I am sure you know you can easily place shortcuts for applications via the context menu on the taskbar, but did you know you can do the same for your frequently used documents and files too? A free application called Taskbar Pinner will let you do this in a jiffy.
Download the software from this link: http://goo.gl/3iHZc. Unpack the ZIP archive to a folder and then navigate to it. You don't need to install the tool to run it. Start the application and it'll give you a few options. For documents, select 'Pin a file', navigate to the desired file and click on the 'Open' button.
This will attach this file to the taskbar. You can remove it whenever you want from the normal Windows context menu. The option 'Pin a folder' will pin a folder to the taskbar and the 'Pin a library' option pins an entire library to the taskbar for quick access. The 'Pin a shell location' option lets you pin system dialogues such as 'Tasks', 'Energy options', 'Recycle bin' or 'Disk Management'. Activate the desired elements with the checkboxes and click 'Pin items' to pin them to the taskbar.
Download the software from this link: http://goo.gl/3iHZc. Unpack the ZIP archive to a folder and then navigate to it. You don't need to install the tool to run it. Start the application and it'll give you a few options. For documents, select 'Pin a file', navigate to the desired file and click on the 'Open' button.
This will attach this file to the taskbar. You can remove it whenever you want from the normal Windows context menu. The option 'Pin a folder' will pin a folder to the taskbar and the 'Pin a library' option pins an entire library to the taskbar for quick access. The 'Pin a shell location' option lets you pin system dialogues such as 'Tasks', 'Energy options', 'Recycle bin' or 'Disk Management'. Activate the desired elements with the checkboxes and click 'Pin items' to pin them to the taskbar.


- Prompt
Your copy should repeat each record below exactly and contain no images.

[Dataset listings of figures]

-*-*-

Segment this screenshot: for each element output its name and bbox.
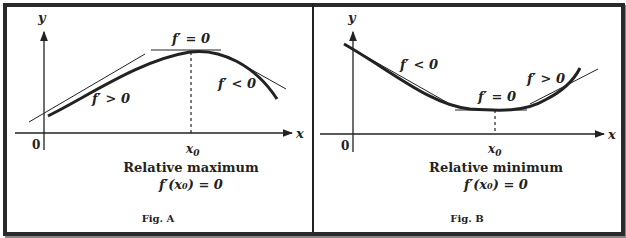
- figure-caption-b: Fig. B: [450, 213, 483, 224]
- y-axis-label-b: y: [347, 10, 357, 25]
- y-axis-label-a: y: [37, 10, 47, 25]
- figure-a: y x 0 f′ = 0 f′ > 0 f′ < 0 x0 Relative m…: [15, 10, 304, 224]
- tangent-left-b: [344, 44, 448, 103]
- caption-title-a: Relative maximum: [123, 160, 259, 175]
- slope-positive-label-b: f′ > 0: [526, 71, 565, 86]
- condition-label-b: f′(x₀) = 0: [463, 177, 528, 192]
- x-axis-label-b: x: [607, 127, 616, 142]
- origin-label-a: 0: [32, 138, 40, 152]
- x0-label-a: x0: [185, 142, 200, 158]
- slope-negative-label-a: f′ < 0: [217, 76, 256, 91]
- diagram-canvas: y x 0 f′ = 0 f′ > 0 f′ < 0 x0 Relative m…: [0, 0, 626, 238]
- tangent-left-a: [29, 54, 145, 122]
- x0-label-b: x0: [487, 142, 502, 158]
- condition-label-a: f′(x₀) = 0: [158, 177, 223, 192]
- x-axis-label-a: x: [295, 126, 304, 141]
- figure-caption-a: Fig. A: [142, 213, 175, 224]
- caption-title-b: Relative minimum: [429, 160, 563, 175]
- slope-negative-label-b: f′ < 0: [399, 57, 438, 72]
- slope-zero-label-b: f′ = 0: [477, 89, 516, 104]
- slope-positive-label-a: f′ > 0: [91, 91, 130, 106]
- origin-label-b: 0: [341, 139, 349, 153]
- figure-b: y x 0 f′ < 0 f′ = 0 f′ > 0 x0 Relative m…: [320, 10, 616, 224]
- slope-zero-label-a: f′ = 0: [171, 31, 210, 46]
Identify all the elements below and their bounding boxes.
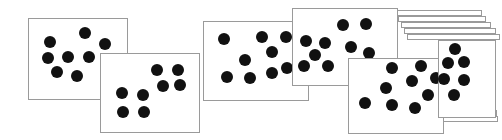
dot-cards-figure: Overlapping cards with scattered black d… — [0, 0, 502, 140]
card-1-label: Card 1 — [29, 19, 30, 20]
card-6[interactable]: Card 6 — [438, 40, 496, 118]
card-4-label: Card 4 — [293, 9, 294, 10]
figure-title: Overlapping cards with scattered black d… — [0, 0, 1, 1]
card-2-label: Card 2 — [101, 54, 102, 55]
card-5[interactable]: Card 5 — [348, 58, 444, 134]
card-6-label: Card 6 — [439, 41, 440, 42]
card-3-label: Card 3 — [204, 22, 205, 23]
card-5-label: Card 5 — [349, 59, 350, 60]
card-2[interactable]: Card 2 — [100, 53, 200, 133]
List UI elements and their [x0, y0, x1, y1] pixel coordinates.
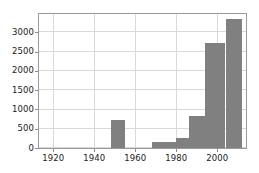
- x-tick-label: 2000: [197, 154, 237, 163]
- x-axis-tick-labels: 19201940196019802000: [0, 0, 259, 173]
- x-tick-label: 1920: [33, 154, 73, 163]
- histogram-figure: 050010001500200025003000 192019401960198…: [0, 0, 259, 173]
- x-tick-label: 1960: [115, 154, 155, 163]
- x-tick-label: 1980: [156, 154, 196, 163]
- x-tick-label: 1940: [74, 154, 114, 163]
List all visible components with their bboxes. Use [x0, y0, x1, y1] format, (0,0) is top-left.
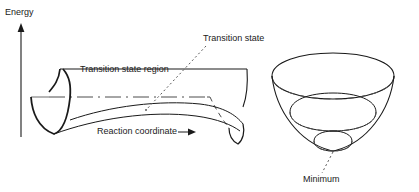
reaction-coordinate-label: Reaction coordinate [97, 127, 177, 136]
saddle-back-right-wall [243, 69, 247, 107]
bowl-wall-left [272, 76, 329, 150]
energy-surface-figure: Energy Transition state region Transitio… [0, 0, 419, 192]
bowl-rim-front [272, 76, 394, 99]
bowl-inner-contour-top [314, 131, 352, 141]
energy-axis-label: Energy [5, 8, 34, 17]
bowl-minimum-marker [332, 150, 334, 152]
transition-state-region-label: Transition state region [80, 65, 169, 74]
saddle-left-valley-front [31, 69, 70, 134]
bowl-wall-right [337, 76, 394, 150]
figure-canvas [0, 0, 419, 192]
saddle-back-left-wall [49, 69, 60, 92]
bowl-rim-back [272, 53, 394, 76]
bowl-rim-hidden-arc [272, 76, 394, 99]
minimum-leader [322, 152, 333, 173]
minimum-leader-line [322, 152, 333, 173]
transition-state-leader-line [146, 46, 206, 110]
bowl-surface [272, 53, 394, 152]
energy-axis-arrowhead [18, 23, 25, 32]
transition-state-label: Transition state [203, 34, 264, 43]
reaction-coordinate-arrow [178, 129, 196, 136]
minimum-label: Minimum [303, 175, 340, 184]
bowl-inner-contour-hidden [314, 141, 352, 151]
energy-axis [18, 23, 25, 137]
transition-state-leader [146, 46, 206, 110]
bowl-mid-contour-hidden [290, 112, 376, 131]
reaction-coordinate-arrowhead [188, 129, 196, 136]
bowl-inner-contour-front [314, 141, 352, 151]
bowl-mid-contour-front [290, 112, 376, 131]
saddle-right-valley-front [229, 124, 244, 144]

-*-*-

- Finished task
Segment this screenshot: for each element output its name and bbox.
- figure-caption-b: Fig. B: [450, 213, 483, 224]
- y-axis-label-b: y: [347, 10, 357, 25]
- y-axis-label-a: y: [37, 10, 47, 25]
- figure-a: y x 0 f′ = 0 f′ > 0 f′ < 0 x0 Relative m…: [15, 10, 304, 224]
- tangent-left-b: [344, 44, 448, 103]
- caption-title-a: Relative maximum: [123, 160, 259, 175]
- slope-positive-label-b: f′ > 0: [526, 71, 565, 86]
- condition-label-b: f′(x₀) = 0: [463, 177, 528, 192]
- x-axis-label-b: x: [607, 127, 616, 142]
- origin-label-a: 0: [32, 138, 40, 152]
- x0-label-a: x0: [185, 142, 200, 158]
- slope-negative-label-a: f′ < 0: [217, 76, 256, 91]
- diagram-canvas: y x 0 f′ = 0 f′ > 0 f′ < 0 x0 Relative m…: [0, 0, 626, 238]
- tangent-left-a: [29, 54, 145, 122]
- x0-label-b: x0: [487, 142, 502, 158]
- condition-label-a: f′(x₀) = 0: [158, 177, 223, 192]
- x-axis-label-a: x: [295, 126, 304, 141]
- figure-caption-a: Fig. A: [142, 213, 175, 224]
- caption-title-b: Relative minimum: [429, 160, 563, 175]
- slope-negative-label-b: f′ < 0: [399, 57, 438, 72]
- slope-zero-label-b: f′ = 0: [477, 89, 516, 104]
- slope-positive-label-a: f′ > 0: [91, 91, 130, 106]
- origin-label-b: 0: [341, 139, 349, 153]
- figure-b: y x 0 f′ < 0 f′ = 0 f′ > 0 x0 Relative m…: [320, 10, 616, 224]
- slope-zero-label-a: f′ = 0: [171, 31, 210, 46]
Identify all the elements below and their bounding boxes.
dot-cards-figure: Overlapping cards with scattered black d… — [0, 0, 502, 140]
card-1-label: Card 1 — [29, 19, 30, 20]
card-6[interactable]: Card 6 — [438, 40, 496, 118]
card-4-label: Card 4 — [293, 9, 294, 10]
figure-title: Overlapping cards with scattered black d… — [0, 0, 1, 1]
card-2-label: Card 2 — [101, 54, 102, 55]
card-5[interactable]: Card 5 — [348, 58, 444, 134]
card-6-label: Card 6 — [439, 41, 440, 42]
card-3-label: Card 3 — [204, 22, 205, 23]
card-5-label: Card 5 — [349, 59, 350, 60]
card-2[interactable]: Card 2 — [100, 53, 200, 133]
List UI elements and their [x0, y0, x1, y1] pixel coordinates.
- x-tick-label: 2000: [197, 154, 237, 163]
- x-axis-tick-labels: 19201940196019802000: [0, 0, 259, 173]
- x-tick-label: 1920: [33, 154, 73, 163]
- histogram-figure: 050010001500200025003000 192019401960198…: [0, 0, 259, 173]
- x-tick-label: 1960: [115, 154, 155, 163]
- x-tick-label: 1980: [156, 154, 196, 163]
- x-tick-label: 1940: [74, 154, 114, 163]
List all visible components with their bboxes. Use [x0, y0, x1, y1] format, (0,0) is top-left.
reaction-coordinate-label: Reaction coordinate [97, 127, 177, 136]
saddle-back-right-wall [243, 69, 247, 107]
bowl-wall-left [272, 76, 329, 150]
energy-surface-figure: Energy Transition state region Transitio… [0, 0, 419, 192]
bowl-rim-front [272, 76, 394, 99]
bowl-inner-contour-top [314, 131, 352, 141]
energy-axis-label: Energy [5, 8, 34, 17]
bowl-minimum-marker [332, 150, 334, 152]
transition-state-region-label: Transition state region [80, 65, 169, 74]
saddle-left-valley-front [31, 69, 70, 134]
bowl-wall-right [337, 76, 394, 150]
figure-canvas [0, 0, 419, 192]
saddle-back-left-wall [49, 69, 60, 92]
bowl-rim-back [272, 53, 394, 76]
bowl-rim-hidden-arc [272, 76, 394, 99]
minimum-leader [322, 152, 333, 173]
minimum-leader-line [322, 152, 333, 173]
transition-state-leader-line [146, 46, 206, 110]
bowl-surface [272, 53, 394, 152]
energy-axis-arrowhead [18, 23, 25, 32]
transition-state-label: Transition state [203, 34, 264, 43]
reaction-coordinate-arrow [178, 129, 196, 136]
minimum-label: Minimum [303, 175, 340, 184]
bowl-inner-contour-hidden [314, 141, 352, 151]
energy-axis [18, 23, 25, 137]
transition-state-leader [146, 46, 206, 110]
bowl-mid-contour-hidden [290, 112, 376, 131]
reaction-coordinate-arrowhead [188, 129, 196, 136]
bowl-inner-contour-front [314, 141, 352, 151]
bowl-mid-contour-front [290, 112, 376, 131]
saddle-right-valley-front [229, 124, 244, 144]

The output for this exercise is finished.